The occurrence of new revelations and “bibles” in nineteenth-century America—which opened up new spiritual worlds on a grand scale—remains a perennial topic of fascination for students and scholars of American history, but these have rarely been studied in relation to each other. This panel features a selection of authors from an upcoming volume that seeks to explore new revelations and scriptural production across ethnic and linguistic lines. While by no means exhaustive of the incredibly prolific production that characterized this period, the contributors give sustained, comparative, and theoretical analysis to a wide range of newly created or “discovered” scriptures. The authors take inspiration from relational models that avoid essentializing scripture as an inherently special type of text as opposed to one given this status by a community of believers but also strongly ground their analysis within the cultural context of the nineteenth-century United States and Protestant-derived scriptural practices.

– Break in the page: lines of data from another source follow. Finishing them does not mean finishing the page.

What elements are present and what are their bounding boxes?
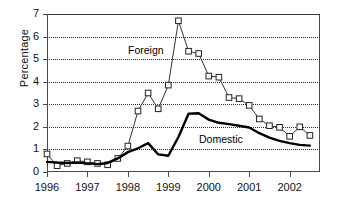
data-point-marker (257, 116, 263, 122)
data-point-marker (267, 123, 273, 129)
data-point-marker (145, 90, 151, 96)
data-point-marker (246, 103, 252, 109)
data-point-marker (206, 73, 212, 79)
data-point-marker (287, 134, 293, 140)
y-axis-tick-label: 2 (13, 121, 39, 132)
series-label-domestic: Domestic (199, 133, 243, 145)
x-axis-tick (128, 172, 129, 177)
data-point-marker (186, 48, 192, 54)
series-label-foreign: Foreign (128, 44, 164, 56)
data-point-marker (277, 125, 283, 131)
x-axis-tick (87, 172, 88, 177)
y-axis-tick-label: 0 (13, 166, 39, 177)
x-axis-tick-label: 2001 (226, 182, 272, 193)
data-point-marker (196, 51, 202, 57)
y-axis-tick-label: 4 (13, 76, 39, 87)
x-axis-tick-label: 2002 (267, 182, 313, 193)
x-axis-tick (209, 172, 210, 177)
data-point-marker (44, 151, 50, 157)
x-axis-tick-label: 1996 (24, 182, 70, 193)
y-axis-tick-label: 5 (13, 53, 39, 64)
x-axis-tick-label: 1998 (105, 182, 151, 193)
x-axis-tick-label: 1997 (64, 182, 110, 193)
y-axis-tick-label: 6 (13, 31, 39, 42)
y-axis-tick-label: 1 (13, 143, 39, 154)
data-point-marker (176, 18, 182, 24)
x-axis-tick (290, 172, 291, 177)
data-point-marker (297, 124, 303, 130)
data-point-marker (226, 95, 232, 101)
data-point-marker (216, 74, 222, 80)
data-point-marker (125, 143, 131, 149)
data-point-marker (307, 133, 313, 139)
y-axis-tick-label: 7 (13, 8, 39, 19)
x-axis-tick (249, 172, 250, 177)
y-axis-tick-label: 3 (13, 98, 39, 109)
plot-area: ForeignDomestic (47, 14, 320, 172)
x-axis-tick-label: 1999 (145, 182, 191, 193)
x-axis-tick (168, 172, 169, 177)
data-point-marker (236, 96, 242, 102)
data-point-marker (135, 108, 141, 114)
series-line-foreign (47, 21, 310, 166)
chart-container: Percentage 01234567 19961997199819992000… (0, 0, 342, 212)
data-point-marker (155, 106, 161, 112)
data-point-marker (166, 82, 172, 88)
series-layer (47, 14, 320, 172)
series-line-domestic (47, 113, 310, 164)
x-axis-tick-label: 2000 (186, 182, 232, 193)
x-axis-tick (47, 172, 48, 177)
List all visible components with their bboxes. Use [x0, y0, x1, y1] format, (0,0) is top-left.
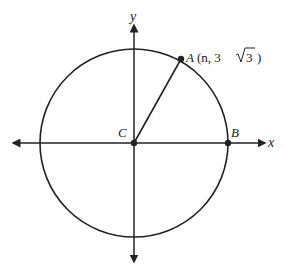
segment-ca — [134, 59, 181, 143]
x-axis-label: x — [267, 135, 275, 150]
radicand: 3 — [246, 50, 253, 65]
point-b — [225, 140, 231, 146]
point-a — [178, 56, 184, 62]
y-axis-label: y — [128, 9, 137, 24]
diagram-canvas: y x C B A (n, 3 3 ) — [0, 0, 283, 266]
label-a: A — [185, 50, 194, 65]
label-c: C — [118, 125, 127, 140]
label-a-coords: (n, 3 — [197, 50, 221, 65]
label-a-close-paren: ) — [257, 50, 261, 65]
point-c — [131, 140, 137, 146]
label-b: B — [231, 125, 239, 140]
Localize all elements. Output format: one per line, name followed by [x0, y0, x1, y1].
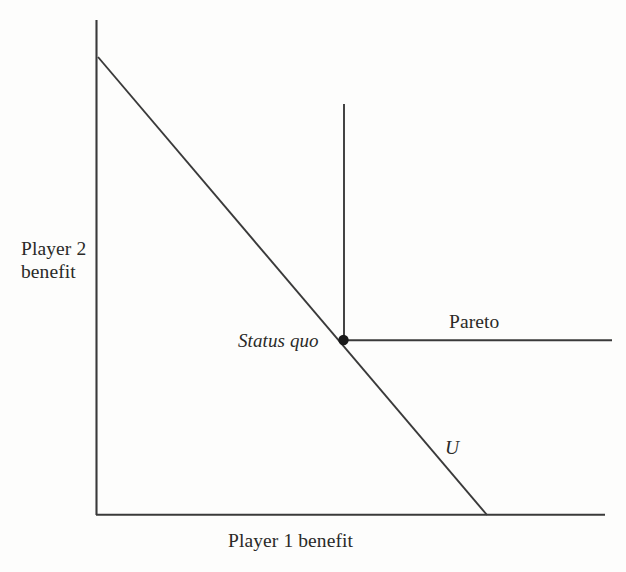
utility-frontier-label: U: [445, 436, 459, 459]
status-quo-point-marker: [338, 335, 348, 345]
diagram-canvas: [0, 0, 626, 572]
utility-frontier-line: [98, 57, 487, 515]
y-axis-label: Player 2benefit: [21, 237, 86, 283]
bargaining-diagram-figure: Player 2benefit Player 1 benefit Status …: [0, 0, 626, 572]
pareto-label: Pareto: [449, 310, 499, 333]
y-axis-label-line1: Player 2: [21, 238, 86, 259]
x-axis-label: Player 1 benefit: [228, 529, 353, 552]
y-axis-label-line2: benefit: [21, 260, 86, 283]
status-quo-label: Status quo: [238, 330, 319, 352]
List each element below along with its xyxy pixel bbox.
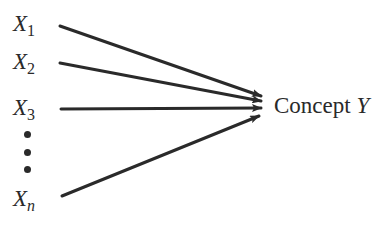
- arrow-xn: [62, 116, 259, 196]
- ellipsis-dot-2: [24, 149, 31, 156]
- arrow-x1: [60, 26, 261, 96]
- input-x2: X2: [13, 50, 35, 73]
- input-x3: X3: [13, 96, 35, 119]
- target-concept: Concept Y: [274, 93, 369, 119]
- arrow-x2: [60, 63, 261, 101]
- concept-variable: Y: [356, 93, 369, 118]
- input-x1: X1: [13, 12, 35, 35]
- concept-label: Concept: [274, 93, 351, 118]
- input-xn: Xn: [13, 187, 35, 210]
- arrow-x3: [61, 108, 261, 109]
- ellipsis-dot-3: [24, 166, 31, 173]
- ellipsis-dot-1: [24, 131, 31, 138]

This paper reconsiders nineteenth‑century American scripturalization by shifting analytical attention from social relations and interpretive practices to scriptures as textual objects that work to support their own authority. While scholars have rightly emphasized scripturalization as a relational, metadiscursive process, this emphasis risks underestimating the work scriptural texts do for themselves at the level of form, content, and presentation. I argue these texts share a conceited self‑reference, explicitly instructing readers how they should be read, studied, cited, or prayed over. These moments of self‑reference allow texts to perform authority they do not yet possess and to obscure their own contingency. I further suggest that nineteenth‑century scriptural creativity was shaped not only by the Bible and post‑Revolutionary social disruption, but also by the American founding documents. Attending to scriptures as objects clarifies both why nineteenth‑century America proved so fertile a site for new scriptures and how textual characteristics contribute to scriptural authority.
This paper discusses three largely forgotten alternative gospels presented by nineteenth-century American Spiritualists. While Spiritualists often reinterpreted the Bible in unorthodox ways and supplemented it with or subordinated it to spirit communications, these new gospels were intended to supplant the canonical accounts, rationalizing them and making them conform to democratic ideals. All three accounts naturalize Jesus's miracles and fiercely attack priestcraft, authorizing Spiritualist understandings of true religion. These alternative gospels reveal tensions at the heart of Spiritualism and reflect anxieties about biblical historicity, scientific materialism, charismatic authority, and ongoing revelation. Dependent on the canonical gospels even as they sought to displace them, these gospels expose the paradox of an anti-authoritarian religious movement operating within a deeply biblicist culture. Through these neglected works, the paper illuminates the tensions that shaped Spiritualist engagements with scripture and, more broadly, the contested place of the Bible in nineteenth-century American religious life.
The Kiikaapoi (Kickapoo) people, along with many other Native American nations, faced a genocidal removal in the early nineteenth century from their homelands in Illinois. Among the most important Kiikaapoi leaders of this period was Kenekuk, widely known as the Kickapoo Prophet, who long resisted removal but ultimately moved west to help his people rebuild their lives on a new reservation in Kansas. As a part of his ministry, Kenekuk carved wooden prayer sticks using Algonquian pictographic symbols to guide the prayers of his community. Kenekuk’s followers told outsiders that these prayer sticks were their Bible. Kenekuk himself taught that, although the “White Man’s Bible” was a holy book, his people had no need of it because God had given them their own instructions on how to live. His story offers new insights into scriptural practices in nineteenth-century North America, helping us see alternative forms of scripturalization and the imperial contexts in which they emerged.